Taher Saifuddin (4 August 1888[a] – 12 November 1965[4]), also known as Tahir Sayf al-Din,[5] was the 51st and longest serving Da'i al-Mutlaq of the Dawoodi Bohras.
[6] Saifuddin adapted the modernisation in Western and European ideas, and established its benefits for the Bohras, whilst still steeped in the traditions and the culture of the community's Fatimid heritage.
[9][10] Taher Saifuddin was born to Mohammed Burhanuddin I and Amatullah Aaisaheba[11] on 4 August 1888[a] in Surat, British India (present day the state of Gujarat).
[30] His Holiness [Taher Saifuddin] is not only the heir to Fatimid tradition of learning, but has in the course of his fifty years of office wrestled with the problems of the modern age.
Literature and poetry, learning and teaching, organisation and administration, national and international harmony, commerce, industry and technology, these are the broad facets which received his diligent attention and filled every moment of his life.
[36] Saifuddin brought about a structural and functional change at Aljamea: He personally oversaw the standardization of the syllabus of each class and wrote numerous memoranda and treatises which were instilled into the curriculum.
[44][45] In a similar vein, Saifuddin established an organisation of Dawoodi Bohra men, Shabab ul-Eid iz-Zahabi, during the Golden Jubilee celebrations of his 50 years in the office of Dai al-Mutlaq,[46][47] exclusively for community service.
[57] To subsidize costs and facilitate marriages among the close knit Dawoodi Bohra, Saifuddin initiated Rasm-e Saifee (lit.
He along with the Nizam of Hyderabad were among the few Indian Muslims to contribute towards the renovation of Al Aqsa Mosque in Jerusalem:[63] Saifuddin also gifted the internal curtains which were kept in the Kaaba for decades to King Abdul Aziz of Saudi Arabia in 1354AH, with whom he kept warm relations.
The case was filed in 1917, during the British rule of India, by Sir Thomas Strangman, the Advocate General of Bombay, at the behest of Adamjee Peerbhoy's family against the 51st Dai al-Mutlaq of the Dawoodi Bohra, Taher Saifuddin.
[92] He is buried at Raudat Tahera, a mausoleum opposite Ghurrat-ul Masajid in South Bombay, constructed by his successor, Mohammed Burhanuddin.
[93] Saifuddin donated his home Saifee Villa in Dandi, Navsari where Gandhi stayed for ten days during his historic march from Sabarmati Ashram against the English Salt Laws, to Nehru in 1961.
[100] In 2009 Mohammed Burhanuddin founded Saifee Burhani Upliftment Trust (SBUT), a large-scale cluster redevelopment project in Bhendi Bazaar and dedicated it to his father, Saifuddin.
[101] The Government of Maharashtra plans to develop Kamathipura, one of the oldest neighborhoods of South Mumbai, after the cluster redevelopment model pioneered by SBUT.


Work request:
Below are records to write out exactly; drop the pictures when you do.

Extracted records
--- START ---
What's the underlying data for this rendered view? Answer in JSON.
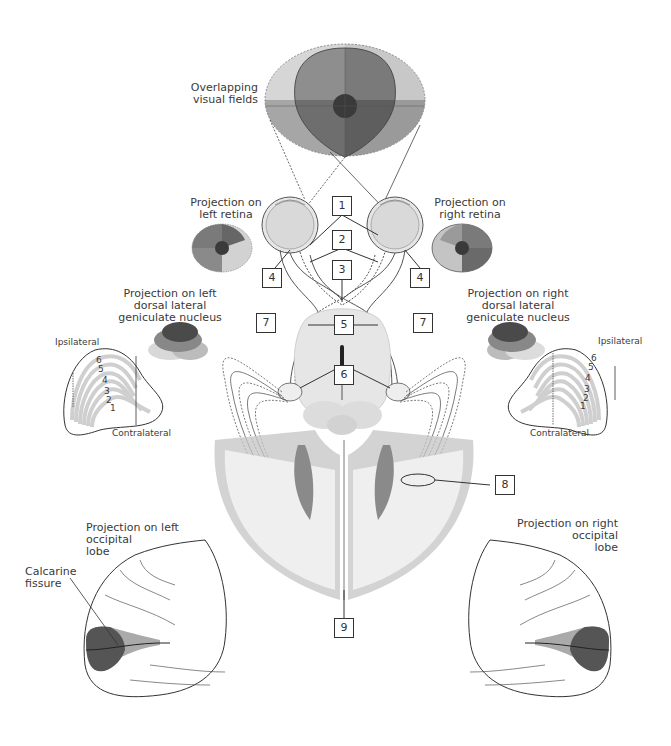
{
  "title_labels": {
    "overlapping_visual_fields": [
      "Overlapping",
      "visual fields"
    ],
    "left_retina": [
      "Projection on",
      "left retina"
    ],
    "right_retina": [
      "Projection on",
      "right retina"
    ],
    "left_lgn": [
      "Projection on left",
      "dorsal lateral",
      "geniculate nucleus"
    ],
    "right_lgn": [
      "Projection on right",
      "dorsal lateral",
      "geniculate nucleus"
    ],
    "left_occipital": [
      "Projection on left",
      "occipital",
      "lobe"
    ],
    "right_occipital": [
      "Projection on right",
      "occipital",
      "lobe"
    ],
    "calcarine": [
      "Calcarine",
      "fissure"
    ]
  },
  "lgn_labels": {
    "ipsilateral": "Ipsilateral",
    "contralateral": "Contralateral",
    "layers": [
      "1",
      "2",
      "3",
      "4",
      "5",
      "6"
    ]
  },
  "callouts": [
    "1",
    "2",
    "3",
    "4",
    "4",
    "5",
    "6",
    "7",
    "7",
    "8",
    "9"
  ],
  "colors": {
    "quadrant_dark": "#5c5c5c",
    "quadrant_mid": "#8a8a8a",
    "quadrant_light": "#c4c4c4",
    "quadrant_lighter": "#dedede",
    "fovea": "#2e2e2e",
    "cortex_gray": "#b8b8b8",
    "line": "#333333"
  }
}
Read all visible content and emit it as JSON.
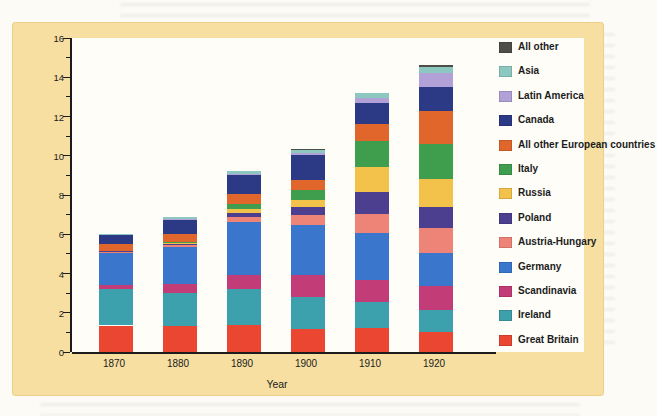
--- END ---
Expected output:
What's the underlying data for this rendered view? Answer in JSON.
{
  "title_labels": {
    "overlapping_visual_fields": [
      "Overlapping",
      "visual fields"
    ],
    "left_retina": [
      "Projection on",
      "left retina"
    ],
    "right_retina": [
      "Projection on",
      "right retina"
    ],
    "left_lgn": [
      "Projection on left",
      "dorsal lateral",
      "geniculate nucleus"
    ],
    "right_lgn": [
      "Projection on right",
      "dorsal lateral",
      "geniculate nucleus"
    ],
    "left_occipital": [
      "Projection on left",
      "occipital",
      "lobe"
    ],
    "right_occipital": [
      "Projection on right",
      "occipital",
      "lobe"
    ],
    "calcarine": [
      "Calcarine",
      "fissure"
    ]
  },
  "lgn_labels": {
    "ipsilateral": "Ipsilateral",
    "contralateral": "Contralateral",
    "layers": [
      "1",
      "2",
      "3",
      "4",
      "5",
      "6"
    ]
  },
  "callouts": [
    "1",
    "2",
    "3",
    "4",
    "4",
    "5",
    "6",
    "7",
    "7",
    "8",
    "9"
  ],
  "colors": {
    "quadrant_dark": "#5c5c5c",
    "quadrant_mid": "#8a8a8a",
    "quadrant_light": "#c4c4c4",
    "quadrant_lighter": "#dedede",
    "fovea": "#2e2e2e",
    "cortex_gray": "#b8b8b8",
    "line": "#333333"
  }
}
Read all visible content and emit it as JSON.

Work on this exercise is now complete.